Fall, Bomb, Fall
Description
<b>'Warm, funny, devastating. Kouwenaar captures your heart then cracks it like a nut' Alice Chadwick, author of Dark Like Under
Seventeen-year-old Karel has been dreaming for something, anything, to shake up his humdrum existence. Soon his wish will be granted?.?</b>???
When Hitler launches an invasion of the Netherlands,?? Karel ?is almost killed in an air raid and falls in love for the first time, with a Jewish girl. But the bliss this passion brings is short lived, as his new love and her mother are forced to flee for their lives before the Nazi advance...
Inspired partly by Kouwenaar's own experiences under occupation, this rediscovered literary gem tells a heart-breaking, witty and deeply empathetic story of a teenager's coming-of-age at the outbreak of war.
Reviews / Votes
The last year or so has been a remarkable time for Dutch literature. First, the reissue of The Assault by Harry Mulisch, then Yael van der Wouden's The Safe Keep and now the publication in English of Fall, Bomb, Fall by Gerrit Kouwenaar. All three are haunting novels about the Dutch experience of the Second World War told from the perspective of young people * Jewish Chronicle * 'The portrayal of seventeen-year-old Karel Ruis, emerging into adulthood as the adult world collapses around him, is as tender and complicated as a Rembrandt portrait... Warm, funny, devastating. Kouwenaar captures your heart then cracks it like a nut.' -- Alice Chadwick, author of 'Dark Like Under' 'An intense and oppressively topical text that also reflects the wars of the present' -- Katharina Borchardt * Swiss Radio and Television * 'Through sensitive precision, tender humour and the sharp drawing of merciless fate, Kouwenaar shows what it means when war breaks out' -- Michael Schleicher * Muenchner Merkur *More details
Persons
MICHELE HUTCHISON is a British translator from Dutch and French, editor and writer based in the Netherlands. She has translated more than 50 books of various genres. She won the 2019 Vondel Translation Prize for Stage Four by Sander Kollaard and shared both the 2020 International Booker Prize and the 2025 James Tait Black Memorial Prize with Lucas Rijneveld for The Discomfort of Evening and My Heavenly Favourite respectively. Her translation of The Philosopher, the Dog and the Wedding by Barbara Stok won the inaugural Sophie Castille Award in 2023.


Required action: Could you transcribe each record below exactly as written, setting the pictures aside?

Data excerpts
[Start of section]

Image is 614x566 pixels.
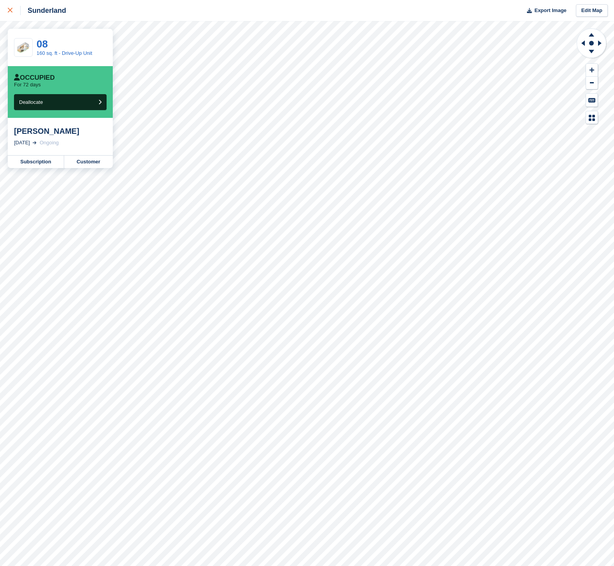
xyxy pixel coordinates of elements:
a: Customer [64,156,113,168]
span: Export Image [535,7,567,14]
button: Keyboard Shortcuts [586,94,598,107]
a: 160 sq. ft - Drive-Up Unit [37,50,92,56]
div: [PERSON_NAME] [14,126,107,136]
span: Deallocate [19,99,43,105]
a: 08 [37,38,48,50]
div: Occupied [14,74,55,82]
button: Zoom In [586,64,598,77]
button: Map Legend [586,111,598,124]
div: [DATE] [14,139,30,147]
p: For 72 days [14,82,41,88]
button: Deallocate [14,94,107,110]
img: arrow-right-light-icn-cde0832a797a2874e46488d9cf13f60e5c3a73dbe684e267c42b8395dfbc2abf.svg [33,141,37,144]
a: Subscription [8,156,64,168]
div: Sunderland [21,6,66,15]
img: SCA-160sqft%20(1).jpg [14,41,32,54]
button: Export Image [523,4,567,17]
div: Ongoing [40,139,59,147]
a: Edit Map [576,4,608,17]
button: Zoom Out [586,77,598,90]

[End of section]

Solution to this exercise:
Image is 614x566 pixels.
xyxy pixel coordinates of elements:
a: Customer [64,156,113,168]
span: Export Image [535,7,567,14]
button: Keyboard Shortcuts [586,94,598,107]
a: 160 sq. ft - Drive-Up Unit [37,50,92,56]
div: [PERSON_NAME] [14,126,107,136]
span: Deallocate [19,99,43,105]
a: 08 [37,38,48,50]
div: Occupied [14,74,55,82]
button: Zoom In [586,64,598,77]
button: Map Legend [586,111,598,124]
div: [DATE] [14,139,30,147]
p: For 72 days [14,82,41,88]
button: Deallocate [14,94,107,110]
img: arrow-right-light-icn-cde0832a797a2874e46488d9cf13f60e5c3a73dbe684e267c42b8395dfbc2abf.svg [33,141,37,144]
a: Subscription [8,156,64,168]
div: Sunderland [21,6,66,15]
img: SCA-160sqft%20(1).jpg [14,41,32,54]
button: Export Image [523,4,567,17]
div: Ongoing [40,139,59,147]
a: Edit Map [576,4,608,17]
button: Zoom Out [586,77,598,90]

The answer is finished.